The Paris police are powerless before the menace of the knife-wielding apache.
Tourists who line up at the Moulin Rouge for the supper show that concludes with an exhibition of the can can are seeing the last remnant of a gaudy period. The Moulin Rouge opened in 1889 on the site of a dance hall or bal musette which already had a bad reputation as a hangout for filles de joie and their pimps. The new owner, Joseph Oller, exiled them to its basement, but the women showed their displeasure by bursting in among the dancers, whooping, jostling, and flourishing their skirts to show they wore nothing under them. When people started turning up in the hope of seeing such disturbances, Oller put in tables to create a cabaret and hired the girls to keep misbehaving. Jean Renoir recreated the ambiance (but not the underwear) for his film French CanCan.
Opper called the new Moulin Rouge “The Paradise of Women” but the title was misleading: only men could attend its shows. One foreign visitor praised (not very accurately) “a big, flashy revue here. 100 girls who do not wear even a bangle. How tame by comparison is theater-going in America!”
Titillation wasn’t the only diversion on offer. Among his biggest draws was Joseph Pujol, aka Le Pétomane, a man “gifted,” according to his publicity, “with a breathing arsehole.” A virtuoso of the fart, Pujol could expel the sound of thunder and cannon-fire, “sing” in four octaves and, via a rubber tube attached to an ocarina, perform operatic arias and even the national anthem. The Edison company filmed him at the Moulin Rouge in 1904. (This film is without sound but you can hear him in…er, full voice on another YouTube posting.)
But what most came to see was the can can. To the Galop Infernale from Offenbach’s Orphée-aux-Enfers, the women rushed onto the floor, whooping, turning cartwheels, and flourishing their petticoats. It was all about behaving outrageously and the girls knew what was expected of them. Louise Weber, known as La Goulue (the Glutton) for her habit of snatching food from clients’ tables, was notorious for lése-majesté. Spotting the future King Edward VII, then Prince of Wales, in the audience, she yelled “Hey, Wales, you invite us for champagne?” Her companions included Nini Pattes-en-l’Air (High-Kicking Nini), La Môme Fromage (Little Miss Cheese) and Lucienne Beuze, aka Grille d'Égout (Sewer Grating). The more limber girls threw spectacular flying splits and executed the porte d'armes (Shoulder arms), grabbing an ankle and raising a leg almost to the vertical, displaying everything their crotchless pantelettes didn’t hide. (They repeated these poses for photographs, on sale in the foyer.)
Smaller versions of the Moulin existed all over Paris, one of them below Ernest Hemingway’s apartment on rue de Cardinale Lemoine. He called the Bal de Printemps a “noisy, rough music hall and hangout for sailors, whores, apaches and American expatriates, who nicknamed it ‘Bucket of Blood.’”
Apaches, named for the stone-faced Native Americans brought to Paris by Wild West shows, were members of the knife-wielding street gangs that infested working-class Paris. At the time, they were integral to the tourist experience of Paris.
American visitors wanted sex, alcohol and art. Crime didn’t much attract them, but it appealed to visitors from more rigidly disciplined nations, in particular Russia. For them, guides provided “the Tour of the Grand Dukes”. Sisley Huddlestone, long-time Paris correspondent of the London Times, described how “the Russians…were conducted to faked apache dens. There were the red-aproned golden-casqued girls, and the sinister-looking apaches with caps drawn over their eyes. In the course of the dancing, a quarrel would break out. A duel with knives would be fought. The grand dukes had their money’s worth of thrills; and then the girls took off their aprons and the men donned respectable hats and went quietly home to bed.”
Conscription during World War I broke the back of the gangs and the 1917 Revolution swept away the Russian aristocracy, but cabarets adapted the fake knife fights into an “apache dance”, in which a girl, dressed as a poule in black stockings and a slit skirt, let herself be scorned, rejected and flung around the stage but a mec in a striped jersey, a black beret, and a look of weary contempt.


- [HOW TO COMPLETE THIS TASK]
Every line in the entries that holds "open" should be identified and copied.

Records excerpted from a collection
++++++
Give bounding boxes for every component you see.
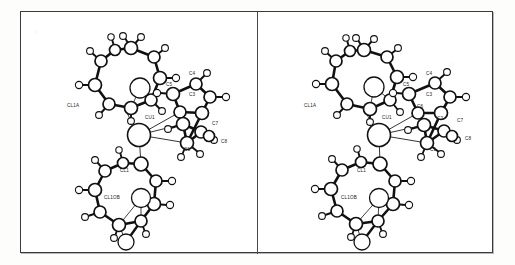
ring-atom <box>95 55 107 67</box>
carbon-atom <box>167 88 180 101</box>
carbon-atom <box>177 118 190 131</box>
hydrogen-atom <box>108 34 114 40</box>
carbon-atom <box>447 131 458 142</box>
hydrogen-atom <box>353 35 360 42</box>
ring-atom <box>391 71 404 84</box>
ring-atom <box>148 51 160 63</box>
hydrogen-atom <box>348 234 355 241</box>
hydrogen-atom <box>168 177 175 184</box>
ring-atom <box>389 175 401 187</box>
hydrogen-atom <box>111 235 118 242</box>
hydrogen-atom <box>159 108 166 115</box>
pendant-atom <box>354 234 370 250</box>
hydrogen-atom <box>138 34 145 41</box>
hydrogen-atom <box>371 36 378 43</box>
atom-label-c4: C4 <box>426 71 433 76</box>
ring-atom <box>331 205 343 217</box>
ring-center-atom <box>130 78 150 98</box>
hydrogen-atom <box>444 69 451 76</box>
atom-label-c1: C1 <box>184 147 191 152</box>
ring-atom <box>364 103 377 116</box>
ring-atom <box>118 158 129 169</box>
figure-frame: CL1ACU1C4C5C3C7C8C1CL1CL1OB CL1ACU1C4C5C… <box>20 11 493 253</box>
atom-label-cl1: CL1 <box>357 168 366 173</box>
hydrogen-atom <box>397 109 404 116</box>
figure-page: CL1ACU1C4C5C3C7C8C1CL1CL1OB CL1ACU1C4C5C… <box>0 0 515 265</box>
hydrogen-atom <box>204 70 211 77</box>
atom-label-cu1: CU1 <box>145 115 155 120</box>
hydrogen-atom <box>82 214 89 221</box>
stereo-view-right: CL1ACU1C4C5C3C6C2C7C8C1CL1CL1OB <box>258 12 494 254</box>
atom-label-cl1a: CL1A <box>67 103 80 108</box>
atom-label-c2: C2 <box>437 116 444 121</box>
hydrogen-atom <box>165 126 172 133</box>
hydrogen-atom <box>172 74 179 81</box>
carbon-atom <box>196 107 209 120</box>
ring-atom <box>154 72 167 85</box>
hydrogen-atom <box>319 213 326 220</box>
atom-label-c3: C3 <box>426 92 433 97</box>
hydrogen-atom <box>329 156 336 163</box>
hydrogen-atom <box>405 127 412 134</box>
hydrogen-atom <box>354 146 360 152</box>
ring-atom <box>103 98 115 110</box>
atom-label-cl1ob: CL1OB <box>341 195 357 200</box>
hydrogen-atom <box>389 89 396 96</box>
hydrogen-atom <box>343 35 349 41</box>
ring-atom <box>341 98 353 110</box>
hydrogen-atom <box>178 154 185 161</box>
ring-atom <box>326 78 339 91</box>
atom-cu1 <box>128 124 151 147</box>
atom-label-cl1ob: CL1OB <box>104 195 120 200</box>
hydrogen-atom <box>222 93 229 100</box>
carbon-atom <box>204 91 216 103</box>
hydrogen-atom <box>87 48 94 55</box>
hydrogen-atom <box>312 80 319 87</box>
hydrogen-atom <box>334 112 341 119</box>
hydrogen-atom <box>380 231 387 238</box>
ring-atom <box>113 219 126 232</box>
atom-label-c7: C7 <box>212 121 219 126</box>
atom-label-c6: C6 <box>417 104 424 109</box>
ring-atom <box>325 183 338 196</box>
ortep-drawing-right: CL1ACU1C4C5C3C6C2C7C8C1CL1CL1OB <box>258 12 494 254</box>
ring-atom <box>373 157 387 171</box>
hydrogen-atom <box>75 81 82 88</box>
hydrogen-atom <box>438 151 445 158</box>
ring-atom <box>150 175 162 187</box>
hydrogen-atom <box>311 185 318 192</box>
ring-center-atom <box>132 189 151 208</box>
hydrogen-atom <box>462 93 469 100</box>
ring-atom <box>372 215 384 227</box>
hydrogen-atom <box>166 201 173 208</box>
hydrogen-atom <box>197 151 204 158</box>
carbon-atom <box>418 119 431 132</box>
atom-label-c1: C1 <box>430 147 437 152</box>
atom-label-c4: C4 <box>189 71 196 76</box>
stereo-view-left: CL1ACU1C4C5C3C7C8C1CL1CL1OB <box>21 12 257 254</box>
hydrogen-atom <box>407 177 414 184</box>
hydrogen-atom <box>322 48 329 55</box>
hydrogen-atom <box>120 33 127 40</box>
ring-atom <box>94 206 106 218</box>
ring-center-atom <box>370 189 389 208</box>
pendant-atom <box>118 234 134 250</box>
ring-atom <box>99 165 111 177</box>
hydrogen-atom <box>116 147 122 153</box>
atom-label-c8: C8 <box>221 139 228 144</box>
ring-atom <box>125 102 138 115</box>
ring-atom <box>345 46 356 57</box>
ring-atom <box>134 157 148 171</box>
ring-atom <box>350 218 363 231</box>
atom-label-cl1: CL1 <box>120 168 129 173</box>
hydrogen-atom <box>367 119 374 126</box>
atom-cu1 <box>368 124 391 147</box>
ring-atom <box>125 42 138 55</box>
ring-atom <box>89 184 102 197</box>
hydrogen-atom <box>405 201 412 208</box>
atom-label-cl1a: CL1A <box>304 103 317 108</box>
hydrogen-atom <box>75 186 82 193</box>
atom-label-c5: C5 <box>403 82 410 87</box>
carbon-atom <box>174 106 186 118</box>
hydrogen-atom <box>92 157 99 164</box>
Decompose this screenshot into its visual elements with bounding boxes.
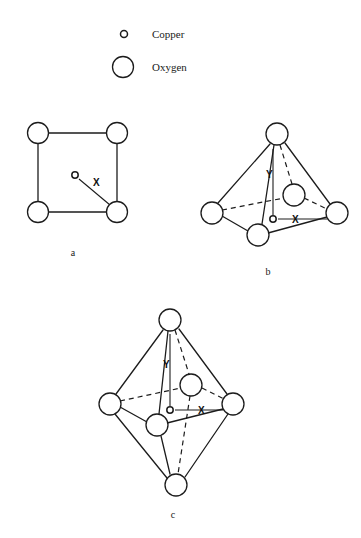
bond-dashed	[304, 198, 327, 209]
copper-legend-label: Copper	[152, 28, 185, 40]
copper-atom	[167, 407, 173, 413]
bond-dashed	[178, 396, 190, 474]
bond-solid	[167, 409, 223, 423]
axis-label-Y: Y	[163, 359, 170, 370]
bond-dashed	[120, 388, 181, 401]
oxygen-legend-icon	[113, 57, 134, 78]
oxygen-atom-top-left	[28, 123, 49, 144]
oxygen-legend-label: Oxygen	[152, 61, 187, 73]
bond-solid	[161, 436, 170, 474]
bond-solid	[116, 330, 163, 394]
oxygen-atom-top-right	[107, 123, 128, 144]
panel-b: YXb	[201, 123, 348, 277]
bond-solid	[120, 407, 147, 422]
bond-dashed	[222, 198, 284, 210]
oxygen-atom-bottom-right	[107, 202, 128, 223]
copper-atom	[72, 172, 78, 178]
oxygen-atom-right	[326, 202, 348, 224]
oxygen-atom-top-apex	[159, 309, 181, 331]
panel-c: YXc	[99, 309, 244, 520]
panel-caption-c: c	[171, 509, 176, 520]
bond-solid	[222, 216, 248, 231]
bond-solid	[262, 145, 274, 224]
oxygen-atom-back	[283, 184, 305, 206]
bond-solid	[185, 414, 228, 477]
distance-label-X: X	[93, 177, 100, 188]
oxygen-atom-right	[222, 393, 244, 415]
oxygen-atom-back	[180, 374, 202, 396]
oxygen-atom-bottom-apex	[165, 474, 187, 496]
panels-group: XaYXbYXc	[28, 123, 349, 521]
oxygen-atom-bottom-left	[28, 202, 49, 223]
panel-caption-b: b	[266, 266, 271, 277]
bond-dashed	[202, 388, 224, 399]
bond-dashed	[175, 330, 189, 374]
oxygen-atom-front-bottom	[247, 224, 269, 246]
oxygen-atom-front	[146, 414, 168, 436]
legend: Copper Oxygen	[113, 28, 188, 78]
bond-solid	[218, 144, 270, 203]
oxygen-atom-apex	[266, 123, 288, 145]
panel-caption-a: a	[71, 247, 76, 258]
bond-solid	[159, 331, 168, 414]
oxygen-atom-left	[201, 202, 223, 224]
axis-label-Y: Y	[266, 169, 273, 180]
panel-a: Xa	[28, 123, 128, 259]
axis-label-X: X	[292, 214, 299, 225]
figure-container: Copper Oxygen XaYXbYXc	[0, 0, 361, 538]
oxygen-atom-left	[99, 393, 121, 415]
copper-atom	[270, 216, 276, 222]
axis-label-X: X	[198, 405, 205, 416]
copper-legend-icon	[121, 31, 128, 38]
crystal-coordination-figure: Copper Oxygen XaYXbYXc	[0, 0, 361, 538]
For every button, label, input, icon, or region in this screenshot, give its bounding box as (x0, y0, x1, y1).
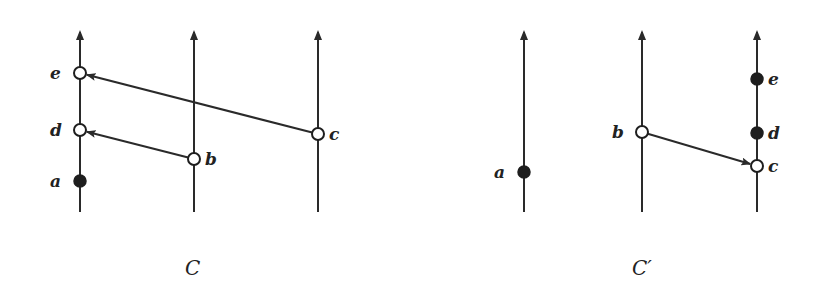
arrow-up-icon (76, 30, 84, 40)
diagram-c-event-a-filled-circle-icon (74, 175, 86, 187)
diagram-c-prime-event-label-d: d (768, 123, 780, 143)
diagram-c-message-c-to-e (87, 75, 312, 133)
diagram-c-event-label-c: c (329, 124, 340, 144)
diagram-c-prime-event-label-c: c (768, 156, 779, 176)
diagram-c-prime-event-label-b: b (612, 122, 624, 142)
diagram-c-prime-event-e-filled-circle-icon (751, 73, 763, 85)
diagram-c-prime-event-label-a: a (494, 162, 505, 182)
space-time-diagrams: edabcCabedcC′ (0, 0, 824, 308)
arrow-up-icon (314, 30, 322, 40)
diagram-c-prime-caption: C′ (632, 256, 652, 280)
arrow-up-icon (638, 30, 646, 40)
arrow-up-icon (753, 30, 761, 40)
diagram-c-prime-event-a-filled-circle-icon (518, 166, 530, 178)
diagram-c-prime-event-b-open-circle-icon (636, 126, 648, 138)
diagram-c-prime-event-d-filled-circle-icon (751, 127, 763, 139)
diagram-c-prime-event-label-e: e (768, 69, 779, 89)
diagram-c-prime-message-b-to-c (648, 134, 751, 164)
diagram-c-event-b-open-circle-icon (188, 153, 200, 165)
diagram-c-message-b-to-d (87, 132, 188, 158)
diagram-c-event-c-open-circle-icon (312, 128, 324, 140)
diagram-c-event-label-d: d (50, 120, 62, 140)
diagram-c-event-d-open-circle-icon (74, 124, 86, 136)
arrow-up-icon (520, 30, 528, 40)
diagram-c-event-label-a: a (50, 171, 61, 191)
diagram-c-caption: C (185, 256, 200, 280)
diagram-c-event-label-b: b (205, 149, 217, 169)
diagram-c-event-e-open-circle-icon (74, 67, 86, 79)
arrow-up-icon (190, 30, 198, 40)
diagram-c-prime-event-c-open-circle-icon (751, 160, 763, 172)
diagram-c-event-label-e: e (50, 63, 61, 83)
++++++
- [PROBLEM SOLUTION]
diagram-c-prime-event-b-open-circle-icon (636, 126, 648, 138)
diagram-c-event-b-open-circle-icon (188, 153, 200, 165)
diagram-c-event-c-open-circle-icon (312, 128, 324, 140)
diagram-c-event-d-open-circle-icon (74, 124, 86, 136)
diagram-c-event-e-open-circle-icon (74, 67, 86, 79)
diagram-c-prime-event-c-open-circle-icon (751, 160, 763, 172)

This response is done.